What was said was less important than the fact that it was said at all. A few days later Walter was either fired or he resigned. In the next staff meeting Judi sarcastically made fun of him. I didn't quite know what to make of it. I had liked Walter but in the end he was a disappointment, his being so passive. Additionally his hostility towards Judi revealed a hidden hatred of her. It was no wonder she was so mad at him. But even as I rationalized why it was probably good for Odyssey that Walter was leaving I was bothered by my radical shift of my previously admiring feelings of him.

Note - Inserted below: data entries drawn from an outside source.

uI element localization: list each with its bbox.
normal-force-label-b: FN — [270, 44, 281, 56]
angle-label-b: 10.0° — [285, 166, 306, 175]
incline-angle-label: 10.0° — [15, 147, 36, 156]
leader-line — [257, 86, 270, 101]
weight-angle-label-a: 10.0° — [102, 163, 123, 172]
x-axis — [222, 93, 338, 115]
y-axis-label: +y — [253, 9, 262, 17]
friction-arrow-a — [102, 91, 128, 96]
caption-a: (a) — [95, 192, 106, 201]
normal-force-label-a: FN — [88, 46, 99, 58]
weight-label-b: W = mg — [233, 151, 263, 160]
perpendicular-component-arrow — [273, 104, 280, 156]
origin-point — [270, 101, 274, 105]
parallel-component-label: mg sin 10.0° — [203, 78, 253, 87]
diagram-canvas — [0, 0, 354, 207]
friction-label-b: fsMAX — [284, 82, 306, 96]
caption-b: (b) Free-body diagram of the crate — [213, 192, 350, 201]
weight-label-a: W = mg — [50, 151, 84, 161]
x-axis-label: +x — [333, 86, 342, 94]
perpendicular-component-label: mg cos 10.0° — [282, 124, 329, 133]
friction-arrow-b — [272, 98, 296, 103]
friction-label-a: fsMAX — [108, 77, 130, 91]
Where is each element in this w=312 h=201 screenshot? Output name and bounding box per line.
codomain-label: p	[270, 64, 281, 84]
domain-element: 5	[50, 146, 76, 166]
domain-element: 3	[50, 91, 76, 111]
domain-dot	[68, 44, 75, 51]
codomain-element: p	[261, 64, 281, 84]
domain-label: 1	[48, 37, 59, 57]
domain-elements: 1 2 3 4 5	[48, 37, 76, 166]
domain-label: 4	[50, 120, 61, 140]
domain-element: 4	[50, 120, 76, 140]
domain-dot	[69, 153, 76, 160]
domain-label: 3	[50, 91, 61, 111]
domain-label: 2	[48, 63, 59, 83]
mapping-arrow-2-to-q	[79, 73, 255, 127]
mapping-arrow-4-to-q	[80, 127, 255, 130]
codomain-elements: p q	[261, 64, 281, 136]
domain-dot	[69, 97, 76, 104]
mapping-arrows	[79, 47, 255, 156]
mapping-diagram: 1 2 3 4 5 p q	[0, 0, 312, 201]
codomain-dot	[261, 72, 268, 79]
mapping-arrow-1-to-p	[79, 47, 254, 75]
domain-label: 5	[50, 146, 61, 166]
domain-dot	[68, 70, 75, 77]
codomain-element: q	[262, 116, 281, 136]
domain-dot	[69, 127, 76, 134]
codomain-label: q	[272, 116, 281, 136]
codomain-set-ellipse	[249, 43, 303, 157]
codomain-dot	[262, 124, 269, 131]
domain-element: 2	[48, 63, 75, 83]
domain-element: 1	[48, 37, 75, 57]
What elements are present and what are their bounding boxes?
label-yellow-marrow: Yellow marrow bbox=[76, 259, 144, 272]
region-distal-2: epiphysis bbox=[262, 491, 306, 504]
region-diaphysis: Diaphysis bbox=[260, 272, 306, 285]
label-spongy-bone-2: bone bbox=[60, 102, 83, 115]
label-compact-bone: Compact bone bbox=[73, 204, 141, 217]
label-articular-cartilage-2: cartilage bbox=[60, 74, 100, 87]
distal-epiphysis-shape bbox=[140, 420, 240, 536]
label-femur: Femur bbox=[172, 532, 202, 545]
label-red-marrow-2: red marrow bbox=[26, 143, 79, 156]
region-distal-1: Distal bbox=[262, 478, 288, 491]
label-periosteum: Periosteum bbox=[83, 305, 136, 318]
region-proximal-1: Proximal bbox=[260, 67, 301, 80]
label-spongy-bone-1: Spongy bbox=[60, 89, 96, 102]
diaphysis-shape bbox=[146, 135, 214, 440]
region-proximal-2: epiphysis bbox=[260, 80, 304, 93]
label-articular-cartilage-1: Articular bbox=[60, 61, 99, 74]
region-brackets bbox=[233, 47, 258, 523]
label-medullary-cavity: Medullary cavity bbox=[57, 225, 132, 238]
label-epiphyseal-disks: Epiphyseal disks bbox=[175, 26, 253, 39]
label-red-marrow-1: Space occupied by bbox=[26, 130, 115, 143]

The next day I began taking copious notes in the staff meeting. I recalled that once before I begun taking notes with such vigor closely following the death of my mother. At that time I had begun to retreat both privately and publicly withdrawing into myself like a clam seeking a safe, private place, free of external intrusion. My note taking was my equivalent of retreating into a protective shell.

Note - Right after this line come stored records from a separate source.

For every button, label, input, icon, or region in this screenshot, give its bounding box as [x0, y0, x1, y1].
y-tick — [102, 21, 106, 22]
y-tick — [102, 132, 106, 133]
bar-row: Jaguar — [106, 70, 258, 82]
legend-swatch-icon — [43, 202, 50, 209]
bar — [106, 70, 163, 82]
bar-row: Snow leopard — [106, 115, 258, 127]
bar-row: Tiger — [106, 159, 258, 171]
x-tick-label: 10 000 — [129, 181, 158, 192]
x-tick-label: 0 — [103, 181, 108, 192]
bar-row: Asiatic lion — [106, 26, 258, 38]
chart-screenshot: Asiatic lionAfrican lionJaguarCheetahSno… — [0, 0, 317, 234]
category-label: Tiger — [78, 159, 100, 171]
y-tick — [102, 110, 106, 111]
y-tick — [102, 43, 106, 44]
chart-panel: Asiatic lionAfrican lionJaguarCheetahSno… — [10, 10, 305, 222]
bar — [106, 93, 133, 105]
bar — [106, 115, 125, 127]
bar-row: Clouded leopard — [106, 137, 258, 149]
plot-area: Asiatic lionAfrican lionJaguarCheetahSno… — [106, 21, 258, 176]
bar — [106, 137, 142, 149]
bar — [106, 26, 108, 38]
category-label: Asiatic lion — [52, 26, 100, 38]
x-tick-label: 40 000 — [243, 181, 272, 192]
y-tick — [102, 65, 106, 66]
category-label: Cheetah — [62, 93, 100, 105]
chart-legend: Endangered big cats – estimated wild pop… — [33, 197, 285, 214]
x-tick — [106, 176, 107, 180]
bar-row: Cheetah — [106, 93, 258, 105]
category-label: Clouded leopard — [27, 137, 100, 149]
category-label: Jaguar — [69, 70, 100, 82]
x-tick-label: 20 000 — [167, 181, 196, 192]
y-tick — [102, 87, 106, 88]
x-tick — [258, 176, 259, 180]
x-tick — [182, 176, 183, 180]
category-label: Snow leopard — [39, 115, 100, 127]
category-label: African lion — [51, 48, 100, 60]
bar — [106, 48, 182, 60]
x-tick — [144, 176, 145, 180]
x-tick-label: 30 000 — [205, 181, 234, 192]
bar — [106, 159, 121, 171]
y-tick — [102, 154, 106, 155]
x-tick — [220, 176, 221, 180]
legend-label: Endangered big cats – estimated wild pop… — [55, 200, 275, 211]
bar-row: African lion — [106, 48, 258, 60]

I was particularly attuned to the resident's developmental histories, finding it easy to identify with their pain, as each resident revealed similar childhood traumas not unlike my own. Without knowing it then, I was half asleep desperately needing to be inspired by some unnamed, unknown spark.
At Odyssey, I was living in a near constant altered state of consciousness perhaps best described as a transcendent 'peak' experience. It felt as if I was connected to a force or energy I thought of as spiritual. I felt elected by Fate to perform a special mission and, as a bonus, in helping to liberate others from their vicious psychic circles, I might be able to obliterate once and for all, the intense internal suffering I had been enduring for years and years. This is how I felt at Odyssey House for a short but deliciously joyful period of time in the early days.
{the end of Chapter 1}


Comments: 8
I don't know if this thread is still alive, I've just discovered this post. But I happen to be an Odyssey House graduate, former facility manager of their New Orleans facility, and knew Judi and many of the executive staff personally. She was in fact a very charasmatic and controversial figure, as well as a social lightening rod. Many people were drawn to her because of this, some for reasons that benefited the TC, others for reasons that benefited themselves, and some for a little of both. That held true both on a staff level (professional and para-professional) and resident/patient level. As you know, in Judi's eyes they were basically one and the same, everyone's behavior and psyche was grist for the therapeutic mill. Judi was the president and CEO, I worked for the VP, Fred Cohen. I'd love to have a dialogue with you about OH, TCs, etc., but out of respect I don't want to speak frankly about some people in a public forum. I'm in the process of trying to get my memoir published concerning my experiences, but recent publications have make that difficult for anyone wanting to publish a book of that nature. Let me know if you are interested in talking. By the way, I don't know if you are aware of this or not, but Judi died about two years ago with cancer.